Margaret Atwood, The New Yorker, June 4 & 11, 2012
I love how Margaret Atwood gets inside the mind of a child reader - or listener - and totally gets that there is no real way to differentiate between fiction and reality at times; and that truly things with large teeth may very well live under the bed!
Sometimes thinking like a child offers so much more. We get to be open to the wonder of the world and through books, we get to ask "why not?" when other people's imaginations have taken us on a journey somewhere.
Writing for children is a very special thing - sparking their imagination, helping them see different worlds and ways of being.
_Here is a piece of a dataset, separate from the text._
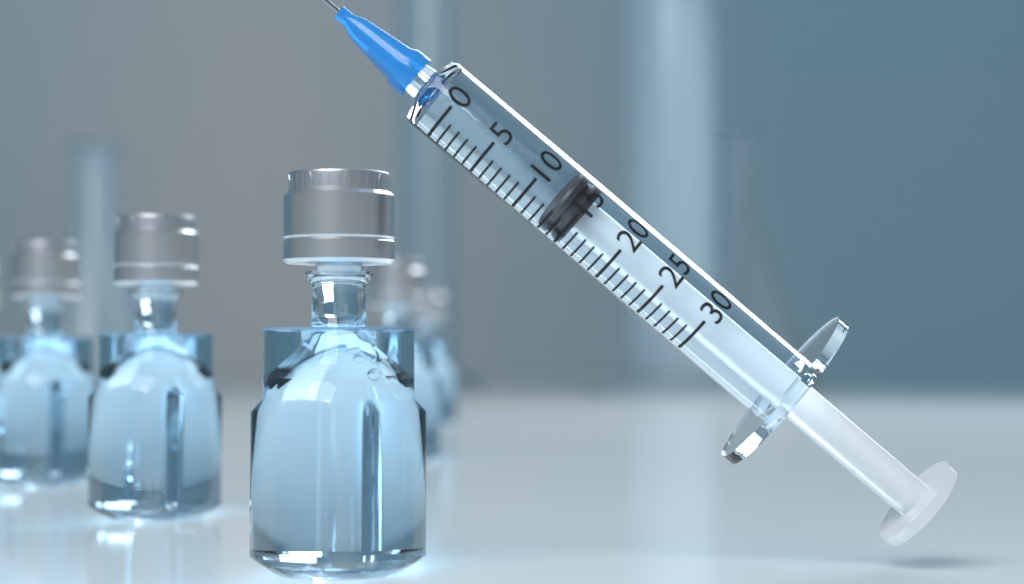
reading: 13 (no unit)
I recently sat on the floor to read to a child about 2 years old, whilst her mum was busy getting an exhibition ready. She selected which book she wanted me to read - and I was set, until I realised the whole thing was written in Turkish! Eek. My Turkish is totally, non-existent, but the fun was that the illustrations were so good, together we could make up a pretty good story about what was going on.
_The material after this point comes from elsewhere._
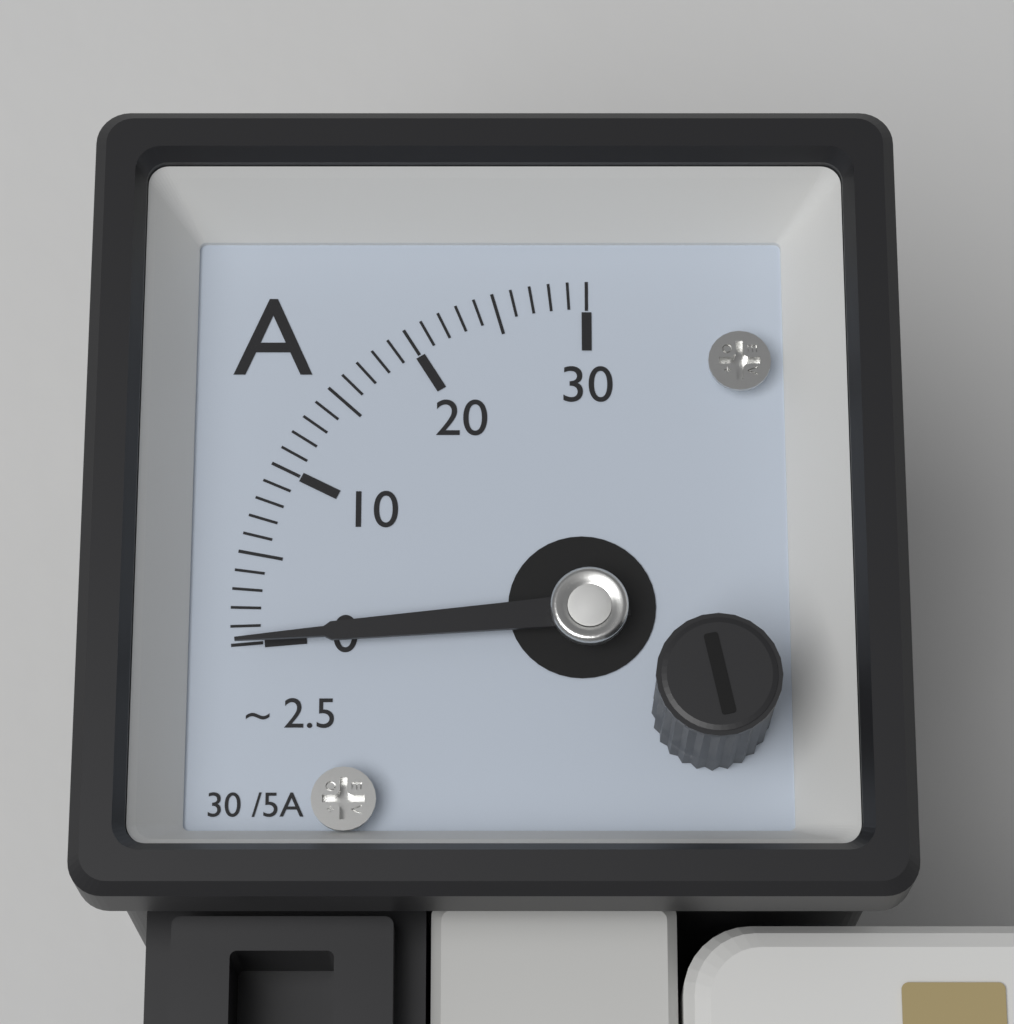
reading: 0 A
Both our imaginations went for a wander, and it made perfect sense that a witch was flying around on a broomstick and landing in gardens looking for her hat, collecting cats and dogs and taking them for a ride on her broom.
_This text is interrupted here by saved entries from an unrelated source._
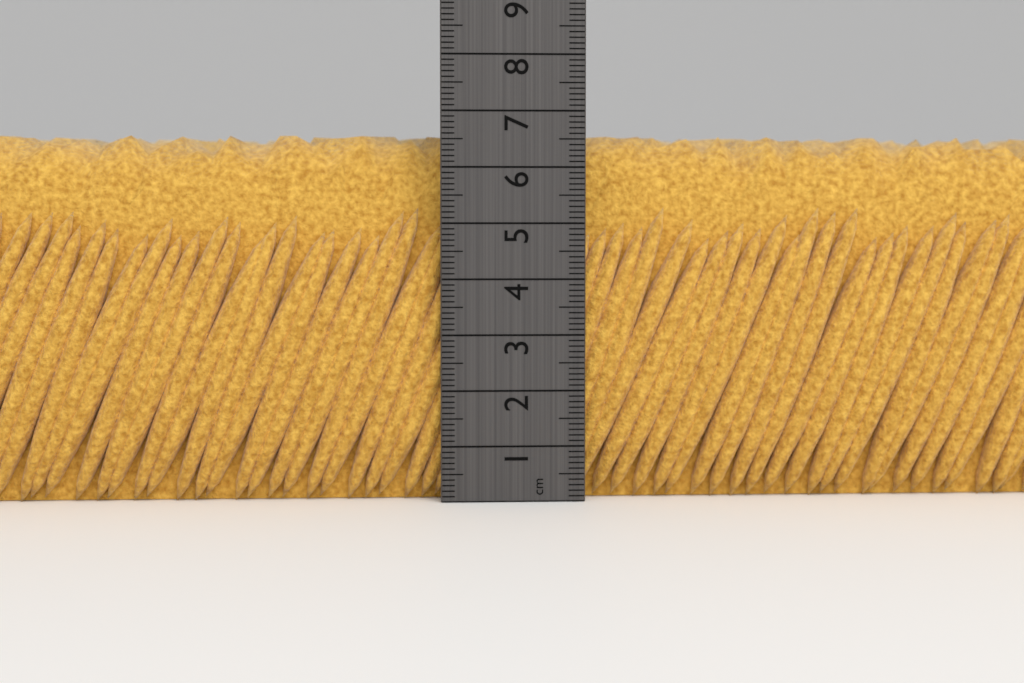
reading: 6.6 cm
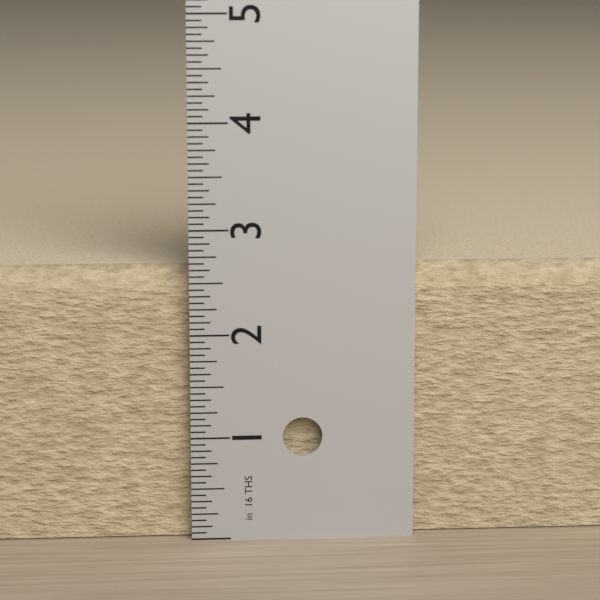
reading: 2.6250 in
Here is the book (in English!)
Margaret Atwood, The New Yorker, June 4 & 11, 2012
I love how Margaret Atwood gets inside the mind of a child reader - or listener - and totally gets that there is no real way to differentiate between fiction and reality at times; and that truly things with large teeth may very well live under the bed!
Sometimes thinking like a child offers so much more. We get to be open to the wonder of the world and through books, we get to ask "why not?" when other people's imaginations have taken us on a journey somewhere.
Writing for children is a very special thing - sparking their imagination, helping them see different worlds and ways of being.
I recently sat on the floor to read to a child about 2 years old, whilst her mum was busy getting an exhibition ready. She selected which book she wanted me to read - and I was set, until I realised the whole thing was written in Turkish! Eek. My Turkish is totally, non-existent, but the fun was that the illustrations were so good, together we could make up a pretty good story about what was going on.
Both our imaginations went for a wander, and it made perfect sense that a witch was flying around on a broomstick and landing in gardens looking for her hat, collecting cats and dogs and taking them for a ride on her broom.